Wednesday 27 February 2019

The UK Shared Prosperity Fund? No I hadn’t heard of it either (Part 2)



Part 1 of this blog looked at the EU Structural Funds in Northern Ireland and the origin of the UK Shared Prosperity Fund.  In part 2 Policy officer Aidan Campbell discusses some of the rural considerations for the development of the UKSPF.




Although the proposed UKSPF is much wider than the current rural development programme and aims to replace all the various strands of EU Structural Funds we are primarily interested in the rural development strand.  The first question is whether a focus on productivity is the place to start in re-designing a rural development policy or programme for Northern Ireland.  In economic terms:
“Productivity is the key source of economic growth and competitiveness. A country’s ability to improve its standard of living depends almost entirely on its ability to raise its output per worker, i.e., producing more goods and services for a given number of hours of work.”[1]

RCN would argue that the focus of any future rural development programme should be on social inclusion and ensuring that communities and citizens who had been left behind in rural areas are supported to become more connected into social and economic development. 

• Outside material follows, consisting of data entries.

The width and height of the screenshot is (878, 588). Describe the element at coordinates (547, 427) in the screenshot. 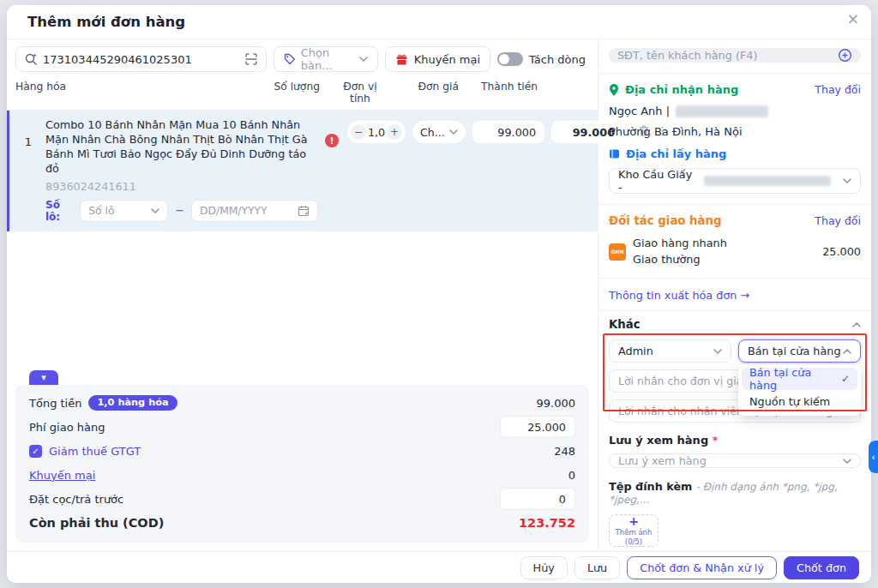

I see `shipping-value: 25.000` at that location.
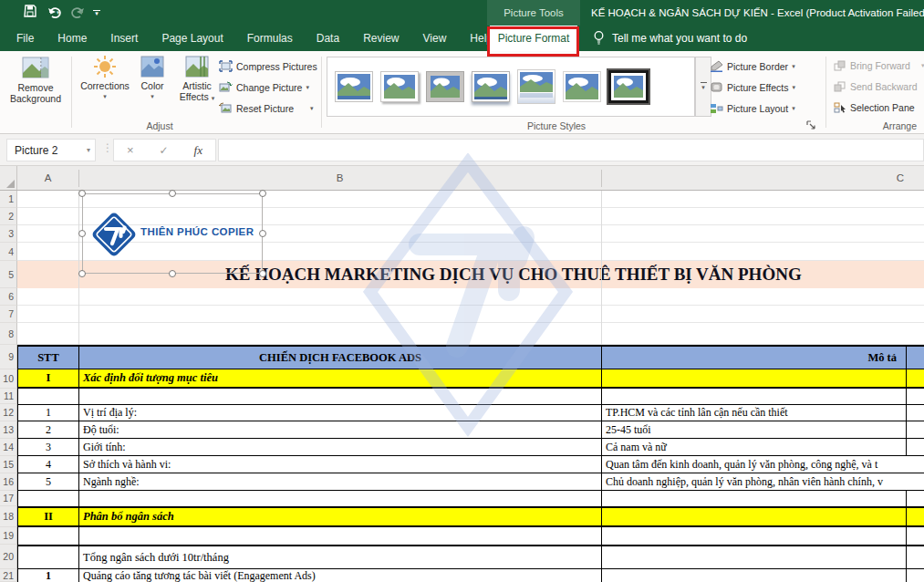  Describe the element at coordinates (197, 79) in the screenshot. I see `artistic-effects-button: Artistic Effects ▾` at that location.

If we were agreed that raising productivity is the right objective to pursue to tackle inequalities we could still get into a heated debate over how to do it.  Will raising productivity be best achieved by investing in infrastructure like roads, telecoms etc. or by investing in rural childcare, or in better funding for all primary school children?  Its probably desirable to invest in all three but we’re told that times are tight and that “hard choices have to be made”. 

Northern Ireland has long been behind the curve in terms of productivity and economists such as Dr. Esmond Birnie have explored the gap as has Paul MacFlynn of the Nevin Economic Research Institute.  A NERI working paper identified some of the reasons why some sectors of the NI economy lag behind their British counterparts.  So the stated objective of the UKSPF of raising productivity will be a tough nut to crack in NI. 

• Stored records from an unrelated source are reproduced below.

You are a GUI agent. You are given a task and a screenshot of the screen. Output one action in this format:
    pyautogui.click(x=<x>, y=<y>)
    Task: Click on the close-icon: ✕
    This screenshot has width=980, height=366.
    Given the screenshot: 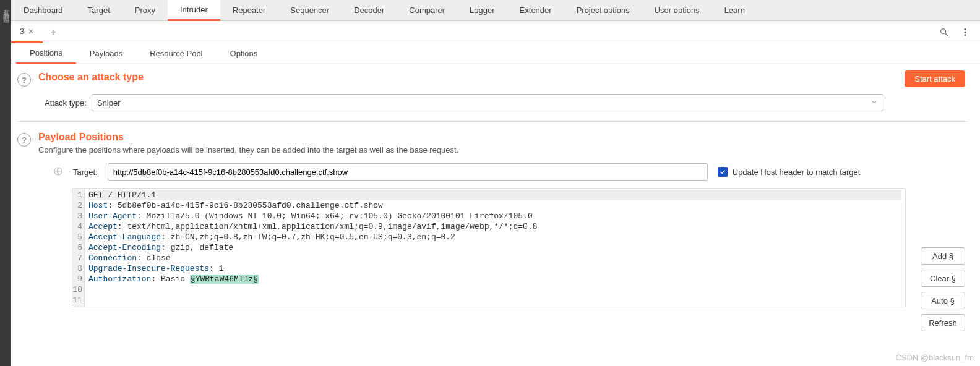 What is the action you would take?
    pyautogui.click(x=31, y=32)
    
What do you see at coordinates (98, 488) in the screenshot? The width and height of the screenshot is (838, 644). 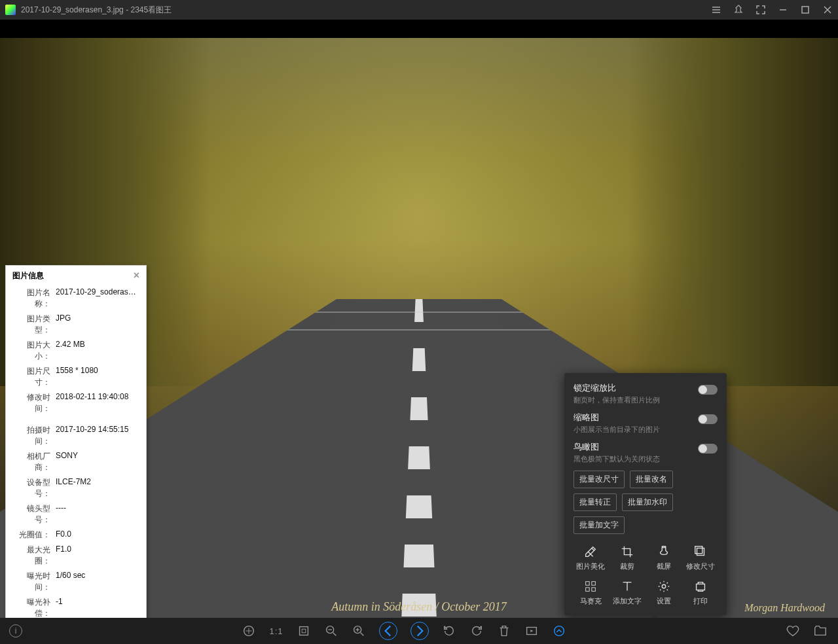 I see `exif-value: ILCE-7M2` at bounding box center [98, 488].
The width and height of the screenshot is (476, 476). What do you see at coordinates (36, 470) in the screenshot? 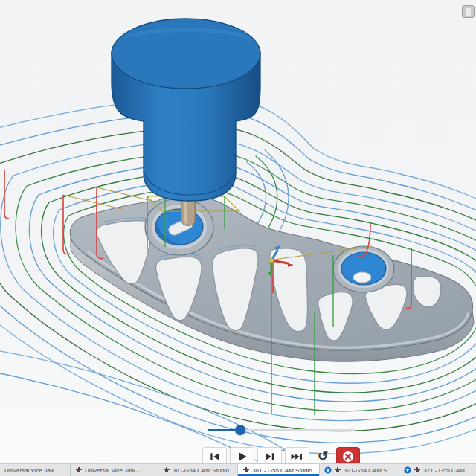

If the headline objective of the UKSPF is to raise productivity in the region as a whole that could be achieved by focusing on productivity gains in certain sectors and geographical areas.  For example, economists have identified particular challenges in raising productivity in the agricultural sector due to the high proportion of small and part time farms here compared to Britain. 

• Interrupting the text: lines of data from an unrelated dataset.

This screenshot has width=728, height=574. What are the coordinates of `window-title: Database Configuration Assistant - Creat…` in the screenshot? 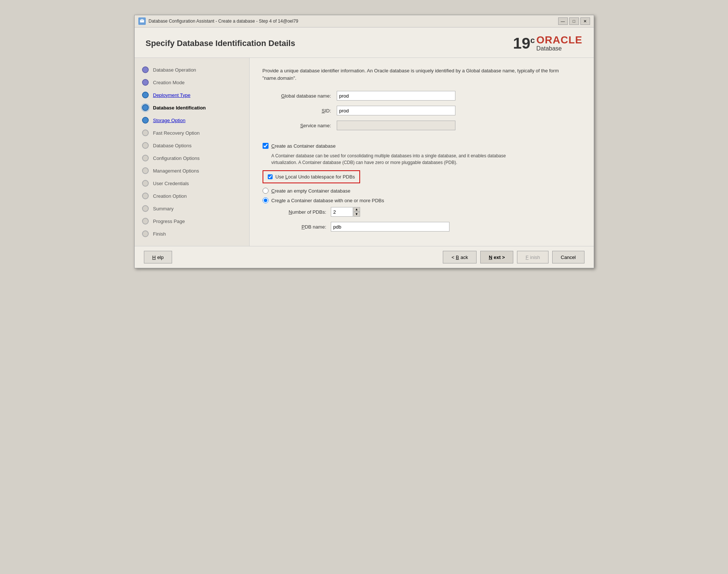 It's located at (224, 21).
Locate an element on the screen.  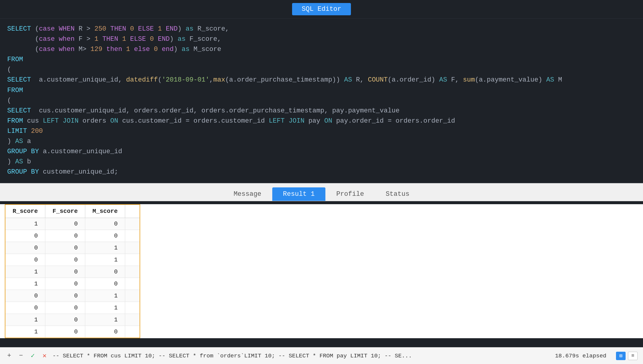
code-line-1: SELECT (case WHEN R > 250 THEN 0 ELSE 1 … is located at coordinates (322, 29).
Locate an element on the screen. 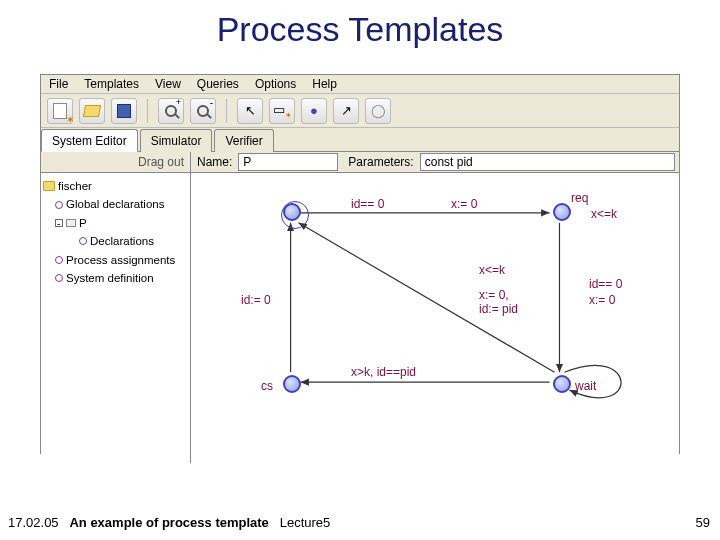 The image size is (720, 540). tree-proc-assign: Process assignments is located at coordinates (120, 260).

The current Programme for Government Framework Working Draft includes an outcome that states “We prosper through a strong, competitive, regionally balanced economy” although the only indicator to monitor regional balance is the rate of employment per council area.  Employment creation won’t necessarily improve productivity if the jobs are of poor quality or if people who are excluded can’t compete for the jobs being created.  In RCN’s view actions and policy to promote balanced regional development should benefit rural citizens and communities.  Cross border considerations are also relevant in NI and are even more important in light of Brexit.  The rural development programme has played an important role in developing cross border links and contains a co-operation strand to facilitate cross border working.  It is important that UKSPF and any rural fund it contains aligns with the rural development programme in the Republic of Ireland so that cross border co-operation is facilitated.

Ministerial statements on the UKSPF have committed to respecting the devolution settlements and engaging with the devolved administrations to ensure that the fund works for all places across the UK.  This is made more difficult here in the continued absence of a functioning Assembly.  Despite the problems and the bureaucracy of EU structural funds it’s important that we don’t throw the baby out with the bathwater.  We should recognise that LEADER has made some really important investment in rural communities that would not have happened without it.  Earlier versions of LEADER were particularly important in NI in involving rural stakeholders in designing and developing the rural development programme and it played an important role in building peace in NI and developing relationships between local politicians across the political spectrum before the ceasefires in 1994.

In my view the UKSPF must ring-fence a fund for rural development as is currently the case with EU structural funds.  Without a dedicated rural strand it’s unlikely that rural communities, with dispersed populations will be able to compete for UKSPF investment against urban areas and a regionally balanced economy becomes another unfulfilled aspiration.